Source: Pixabay/AJEL

Stryker Corporation, Howmedica Osteonics Corp., and Stryker Employment Company, LLC (collectively “Stryker”) have filed a trade secrets lawsuit against former Stryker executive, Benny Hagag, and Hagag’s current employer, MicroPort Orthopedics, Inc., in New Jersey District Court.

Hagag has over 25 years of medical device experience. Since 2020, he has served as president of MicroPort Orthopedics. Prior to MicroPort Orthopedics, Hagag served in numerous executive leadership positions at Stryker. Hagag joined Stryker in 2013 when Stryker acquired MAKO Surgical Corp. He had held leadership positions at MAKO Surgical Corp. from its founding in 2004 through the acquisition.

The litigation arises from Hagag’s departure from Stryker. Stryker makes numerous allegations against Hagag claiming that Hagag “took with him thousands of files containing Stryker’s confidential and trade secret information including, among other things, Stryker’s strategic business documents and documents concerning Stryker’s marketing, sales, training, clinical, and consultant information.”

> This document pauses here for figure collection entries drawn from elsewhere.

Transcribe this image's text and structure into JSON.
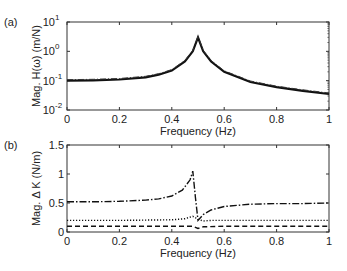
{
  "chart_data": [
    {
      "panel": "(a)",
      "type": "line",
      "title": "",
      "xlabel": "Frequency (Hz)",
      "ylabel": "Mag. H(ω) (m/N)",
      "yscale": "log",
      "xlim": [
        0,
        1
      ],
      "ylim": [
        0.01,
        10
      ],
      "xticks": [
        "0",
        "0.2",
        "0.4",
        "0.6",
        "0.8",
        "1"
      ],
      "yticks": [
        "10^-2",
        "10^-1",
        "10^0",
        "10^1"
      ],
      "grid": false,
      "series": [
        {
          "name": "H(ω) (overlapping responses)",
          "style": "solid/dash-dot overlapping",
          "x": [
            0,
            0.1,
            0.2,
            0.3,
            0.35,
            0.4,
            0.45,
            0.48,
            0.5,
            0.52,
            0.55,
            0.6,
            0.7,
            0.8,
            0.9,
            1.0
          ],
          "y": [
            0.1,
            0.103,
            0.11,
            0.13,
            0.16,
            0.22,
            0.45,
            1.0,
            3.0,
            1.0,
            0.45,
            0.2,
            0.09,
            0.06,
            0.045,
            0.035
          ]
        }
      ]
    },
    {
      "panel": "(b)",
      "type": "line",
      "title": "",
      "xlabel": "Frequency (Hz)",
      "ylabel": "Mag. Δ K (N/m)",
      "xlim": [
        0,
        1
      ],
      "ylim": [
        0,
        1.5
      ],
      "xticks": [
        "0",
        "0.2",
        "0.4",
        "0.6",
        "0.8",
        "1"
      ],
      "yticks": [
        "0",
        "0.5",
        "1",
        "1.5"
      ],
      "grid": false,
      "series": [
        {
          "name": "dash-dot",
          "style": "dashdot",
          "x": [
            0,
            0.1,
            0.2,
            0.3,
            0.35,
            0.4,
            0.44,
            0.47,
            0.48,
            0.49,
            0.5,
            0.52,
            0.55,
            0.6,
            0.7,
            0.8,
            0.9,
            1.0
          ],
          "y": [
            0.52,
            0.52,
            0.53,
            0.55,
            0.57,
            0.62,
            0.72,
            0.9,
            1.05,
            0.6,
            0.2,
            0.3,
            0.38,
            0.44,
            0.48,
            0.49,
            0.49,
            0.5
          ]
        },
        {
          "name": "dotted",
          "style": "dotted",
          "x": [
            0,
            0.2,
            0.4,
            0.45,
            0.48,
            0.5,
            0.52,
            0.55,
            0.6,
            0.8,
            1.0
          ],
          "y": [
            0.2,
            0.2,
            0.21,
            0.23,
            0.27,
            0.22,
            0.19,
            0.2,
            0.2,
            0.2,
            0.2
          ]
        },
        {
          "name": "dashed",
          "style": "dashed",
          "x": [
            0,
            0.2,
            0.4,
            0.48,
            0.5,
            0.52,
            0.6,
            0.8,
            1.0
          ],
          "y": [
            0.1,
            0.1,
            0.1,
            0.1,
            0.06,
            0.09,
            0.1,
            0.1,
            0.1
          ]
        }
      ]
    }
  ]
}
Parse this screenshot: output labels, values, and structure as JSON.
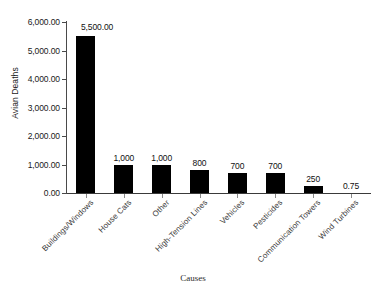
{
  "chart_data": {
    "type": "bar",
    "title": "",
    "xlabel": "Causes",
    "ylabel": "Avian Deaths",
    "categories": [
      "Buildings/Windows",
      "House Cats",
      "Other",
      "High-Tension Lines",
      "Vehicles",
      "Pesticides",
      "Communication Towers",
      "Wind Turbines"
    ],
    "values": [
      5500,
      1000,
      1000,
      800,
      700,
      700,
      250,
      0.75
    ],
    "value_labels": [
      "5,500.00",
      "1,000",
      "1,000",
      "800",
      "700",
      "700",
      "250",
      "0.75"
    ],
    "ylim": [
      0,
      6000
    ],
    "ytick_values": [
      0,
      1000,
      2000,
      3000,
      4000,
      5000,
      6000
    ],
    "ytick_labels": [
      "0.00",
      "1,000.00",
      "2,000.00",
      "3,000.00",
      "4,000.00",
      "5,000.00",
      "6,000.00"
    ],
    "grid": false,
    "legend": false,
    "bar_color": "#000000",
    "axis_color": "#3a3a3a"
  }
}
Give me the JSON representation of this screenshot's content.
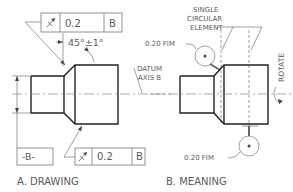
{
  "figure": {
    "panel_a": {
      "caption": "A. DRAWING",
      "fcf_top": {
        "symbol": "circular-runout-arrow",
        "tolerance": "0.2",
        "datum": "B"
      },
      "angle_dim": "45°±1°",
      "datum_label": "DATUM",
      "datum_label2": "AXIS B",
      "datum_feature": "-B-",
      "fcf_bottom": {
        "symbol": "circular-runout-arrow",
        "tolerance": "0.2",
        "datum": "B"
      }
    },
    "panel_b": {
      "caption": "B. MEANING",
      "element_note_1": "SINGLE",
      "element_note_2": "CIRCULAR",
      "element_note_3": "ELEMENT",
      "fim_top": "0.20 FIM",
      "fim_bottom": "0.20 FIM",
      "rotate_label": "ROTATE"
    }
  }
}
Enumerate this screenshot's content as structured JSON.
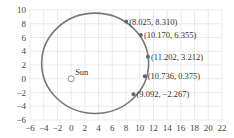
{
  "chart_data": {
    "type": "scatter",
    "title": "",
    "xlabel": "",
    "ylabel": "",
    "xlim": [
      -6,
      22
    ],
    "ylim": [
      -6,
      10
    ],
    "grid": true,
    "x_ticks": [
      -6,
      -4,
      -2,
      0,
      2,
      4,
      6,
      8,
      10,
      12,
      14,
      16,
      18,
      20,
      22
    ],
    "y_ticks": [
      -6,
      -4,
      -2,
      0,
      2,
      4,
      6,
      8,
      10
    ],
    "orbit": {
      "shape": "ellipse",
      "center": [
        3.5,
        2.25
      ],
      "rx": 7.8,
      "ry": 7.3,
      "color": "#777777"
    },
    "sun": {
      "label": "Sun",
      "x": 0,
      "y": 0
    },
    "points": [
      {
        "x": 8.025,
        "y": 8.31,
        "label": "(8.025, 8.310)"
      },
      {
        "x": 10.17,
        "y": 6.355,
        "label": "(10.170, 6.355)"
      },
      {
        "x": 11.202,
        "y": 3.212,
        "label": "(11.202, 3.212)"
      },
      {
        "x": 10.736,
        "y": 0.375,
        "label": "(10.736, 0.375)"
      },
      {
        "x": 9.092,
        "y": -2.267,
        "label": "(9.092, −2.267)"
      }
    ],
    "point_color": "#666666",
    "grid_color": "#dddddd"
  }
}
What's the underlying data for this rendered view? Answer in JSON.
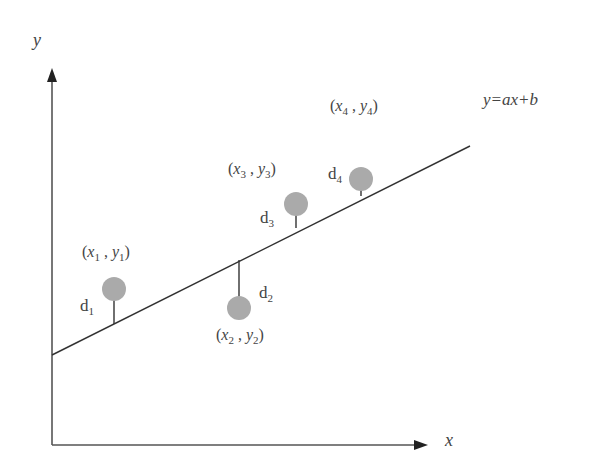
{
  "diagram": {
    "axes": {
      "x_label": "x",
      "y_label": "y"
    },
    "line_equation": "y=ax+b",
    "points": [
      {
        "label_x": "x",
        "label_y": "y",
        "index": "1",
        "distance_label": "d",
        "distance_index": "1"
      },
      {
        "label_x": "x",
        "label_y": "y",
        "index": "2",
        "distance_label": "d",
        "distance_index": "2"
      },
      {
        "label_x": "x",
        "label_y": "y",
        "index": "3",
        "distance_label": "d",
        "distance_index": "3"
      },
      {
        "label_x": "x",
        "label_y": "y",
        "index": "4",
        "distance_label": "d",
        "distance_index": "4"
      }
    ],
    "colors": {
      "axis": "#555555",
      "line": "#333333",
      "point": "#a9a9a9"
    }
  }
}
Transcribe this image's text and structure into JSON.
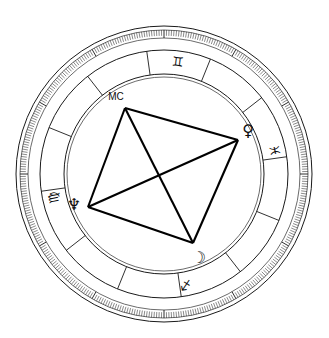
{
  "title": "",
  "chart_data": {
    "type": "scatter",
    "title": "",
    "subtitle": "",
    "xlabel": "",
    "ylabel": "",
    "geometry": {
      "center_x": 164,
      "center_y": 174,
      "radius_outer": 148,
      "radius_degree_ring_outer": 144,
      "radius_degree_ring_inner": 136,
      "radius_sign_band_outer": 124,
      "radius_sign_band_inner": 100,
      "radius_inner_circle": 97
    },
    "rings": [
      {
        "name": "outer-circle",
        "radius": 148
      },
      {
        "name": "degree-ring-outer",
        "radius": 144
      },
      {
        "name": "degree-ring-inner",
        "radius": 136
      },
      {
        "name": "sign-band-outer",
        "radius": 124
      },
      {
        "name": "sign-band-inner",
        "radius": 100
      },
      {
        "name": "inner-circle",
        "radius": 97
      }
    ],
    "degree_ticks": {
      "count": 360,
      "major_every": 30,
      "grid": true
    },
    "house_cusps_deg": [
      8,
      38,
      68,
      98,
      128,
      158,
      188,
      218,
      248,
      278,
      308,
      338
    ],
    "zodiac_signs": [
      {
        "name": "Gemini",
        "glyph": "♊",
        "angle_deg": 83,
        "label_radius": 112
      },
      {
        "name": "Pisces",
        "glyph": "♓",
        "angle_deg": 12,
        "label_radius": 112
      },
      {
        "name": "Virgo",
        "glyph": "♍",
        "angle_deg": 192,
        "label_radius": 112
      },
      {
        "name": "Sagittarius",
        "glyph": "♐",
        "angle_deg": 281,
        "label_radius": 112
      }
    ],
    "points": [
      {
        "name": "Midheaven",
        "label": "MC",
        "kind": "angle",
        "angle_deg": 107,
        "radius": 82,
        "x": 125,
        "y": 108,
        "label_x": 116,
        "label_y": 97
      },
      {
        "name": "Venus",
        "glyph": "♀",
        "kind": "planet",
        "angle_deg": 26,
        "radius": 82,
        "x": 238,
        "y": 140,
        "label_x": 248,
        "label_y": 131
      },
      {
        "name": "Moon",
        "glyph": "☽",
        "kind": "planet",
        "angle_deg": 289,
        "radius": 73,
        "x": 193,
        "y": 243,
        "label_x": 199,
        "label_y": 258
      },
      {
        "name": "Neptune",
        "glyph": "♆",
        "kind": "planet",
        "angle_deg": 179,
        "radius": 79,
        "x": 88,
        "y": 207,
        "label_x": 74,
        "label_y": 205
      }
    ],
    "aspect_lines": [
      {
        "from": "Midheaven",
        "to": "Venus",
        "x1": 125,
        "y1": 108,
        "x2": 238,
        "y2": 140
      },
      {
        "from": "Venus",
        "to": "Moon",
        "x1": 238,
        "y1": 140,
        "x2": 193,
        "y2": 243
      },
      {
        "from": "Moon",
        "to": "Neptune",
        "x1": 193,
        "y1": 243,
        "x2": 88,
        "y2": 207
      },
      {
        "from": "Neptune",
        "to": "Midheaven",
        "x1": 88,
        "y1": 207,
        "x2": 125,
        "y2": 108
      },
      {
        "from": "Midheaven",
        "to": "Moon",
        "x1": 125,
        "y1": 108,
        "x2": 193,
        "y2": 243
      },
      {
        "from": "Neptune",
        "to": "Venus",
        "x1": 88,
        "y1": 207,
        "x2": 238,
        "y2": 140
      }
    ],
    "colors": {
      "background": "#ffffff",
      "line": "#1a1a1a",
      "aspect": "#000000",
      "glyph": "#0d0d0d"
    }
  }
}
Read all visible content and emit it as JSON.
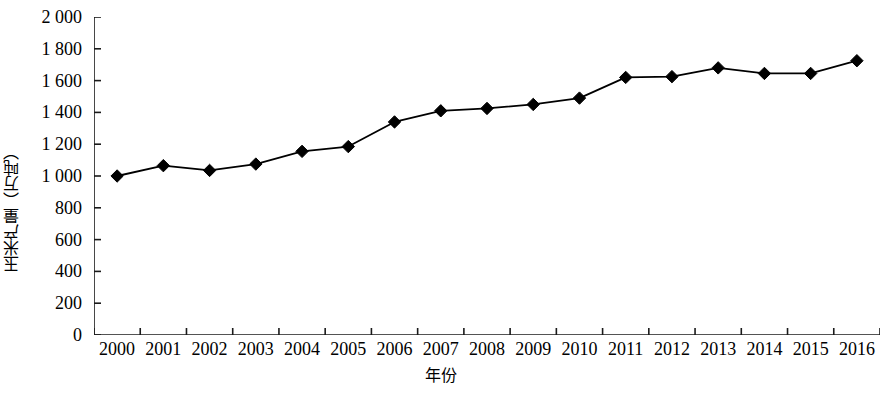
{
  "chart_data": {
    "type": "line",
    "title": "",
    "xlabel": "年份",
    "ylabel": "玉米产量（万吨）",
    "categories": [
      "2000",
      "2001",
      "2002",
      "2003",
      "2004",
      "2005",
      "2006",
      "2007",
      "2008",
      "2009",
      "2010",
      "2011",
      "2012",
      "2013",
      "2014",
      "2015",
      "2016"
    ],
    "values": [
      1000,
      1065,
      1035,
      1075,
      1155,
      1185,
      1340,
      1410,
      1425,
      1450,
      1490,
      1620,
      1625,
      1680,
      1645,
      1645,
      1725
    ],
    "series": [
      {
        "name": "玉米产量",
        "values": [
          1000,
          1065,
          1035,
          1075,
          1155,
          1185,
          1340,
          1410,
          1425,
          1450,
          1490,
          1620,
          1625,
          1680,
          1645,
          1645,
          1725
        ]
      }
    ],
    "ylim": [
      0,
      2000
    ],
    "y_ticks": [
      0,
      200,
      400,
      600,
      800,
      1000,
      1200,
      1400,
      1600,
      1800,
      2000
    ],
    "y_tick_labels": [
      "0",
      "200",
      "400",
      "600",
      "800",
      "1 000",
      "1 200",
      "1 400",
      "1 600",
      "1 800",
      "2 000"
    ],
    "grid": false,
    "legend": null,
    "marker": "diamond",
    "marker_color": "#000000",
    "line_color": "#000000"
  },
  "axes": {
    "y_title": "玉米产量（万吨）",
    "x_title": "年份"
  }
}
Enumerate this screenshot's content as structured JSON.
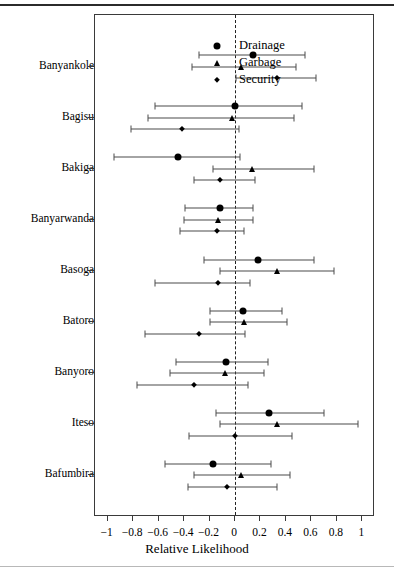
{
  "chart_data": {
    "type": "scatter",
    "title": "",
    "xlabel": "Relative Likelihood",
    "ylabel": "",
    "xlim": [
      -1.1,
      1.1
    ],
    "grid": false,
    "reference_line": 0,
    "legend_position": "top-left",
    "xticks": [
      -1,
      -0.8,
      -0.6,
      -0.4,
      -0.2,
      0,
      0.2,
      0.4,
      0.6,
      0.8,
      1
    ],
    "xtick_labels": [
      "−1",
      "−0.8",
      "−0.6",
      "−0.4",
      "−0.2",
      "0",
      "0.2",
      "0.4",
      "0.6",
      "0.8",
      "1"
    ],
    "categories": [
      "Banyankole",
      "Bagisu",
      "Bakiga",
      "Banyarwanda",
      "Basoga",
      "Batoro",
      "Banyoro",
      "Iteso",
      "Bafumbira"
    ],
    "series": [
      {
        "name": "Drainage",
        "marker": "circle",
        "values": [
          0.14,
          0.0,
          -0.45,
          -0.12,
          0.18,
          0.06,
          -0.07,
          0.27,
          -0.17
        ],
        "ci_low": [
          -0.28,
          -0.63,
          -0.95,
          -0.39,
          -0.24,
          -0.2,
          -0.46,
          -0.15,
          -0.55
        ],
        "ci_high": [
          0.55,
          0.53,
          0.04,
          0.14,
          0.62,
          0.37,
          0.26,
          0.7,
          0.28
        ]
      },
      {
        "name": "Garbage",
        "marker": "triangle",
        "values": [
          0.05,
          -0.02,
          0.13,
          -0.13,
          0.33,
          0.07,
          -0.08,
          0.33,
          0.05
        ],
        "ci_low": [
          -0.34,
          -0.68,
          -0.17,
          -0.4,
          -0.12,
          -0.2,
          -0.51,
          -0.12,
          -0.32
        ],
        "ci_high": [
          0.48,
          0.46,
          0.62,
          0.14,
          0.78,
          0.41,
          0.23,
          0.97,
          0.43
        ]
      },
      {
        "name": "Security",
        "marker": "diamond",
        "values": [
          0.33,
          -0.42,
          -0.12,
          -0.14,
          -0.13,
          -0.28,
          -0.32,
          0.0,
          -0.06
        ],
        "ci_low": [
          0.01,
          -0.82,
          -0.32,
          -0.43,
          -0.63,
          -0.71,
          -0.77,
          -0.36,
          -0.37
        ],
        "ci_high": [
          0.64,
          0.03,
          0.16,
          0.07,
          0.12,
          0.08,
          0.1,
          0.45,
          0.33
        ]
      }
    ]
  },
  "legend": {
    "items": [
      {
        "label": "Drainage",
        "marker": "circle"
      },
      {
        "label": "Garbage",
        "marker": "triangle"
      },
      {
        "label": "Security",
        "marker": "diamond"
      }
    ]
  },
  "axis": {
    "x_title": "Relative Likelihood"
  }
}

The complaint also alleges that MicroPort Orthopedics has been “aggressively developing its robotics capabilities.” It further asserts that Hagag’s “intimate knowledge of Stryker’s orthopaedics business, including—but not limited to—Stryker’s surgical robotics business would artificially accelerate MicroPort’s [Orthopedics] timetable to facilitate unfair and unlawful competition with Stryker.”

Stryker claims that prior to litigation the company tried to resolve the matter with MicroPort Orthopedics and Hagag through counsel. However, Stryker asserts that “[w]hile Stryker was focused on negotiating with them in good faith, MicroPort [Orthopedics] and Hagag were secretly building up their robotics capabilities in the United States.”

In the complaint, Stryker requests the following: “an injunction that orders Hagag and MicroPort [Orthopedics] to stop using, disclosing, and misappropriating Stryker’s confidential information and trade secrets; to return all such information; to cease wrongfully interfering with Stryker’s contracts with Hagag; to require Hagag to comply with his noncompete and other restrictive covenants; and to recover damages.”

As of the date of this article Hagag and MicroPort Orthopedics have not yet filed a response. However, the parties have stipulated and agreed to a preliminary injunction order.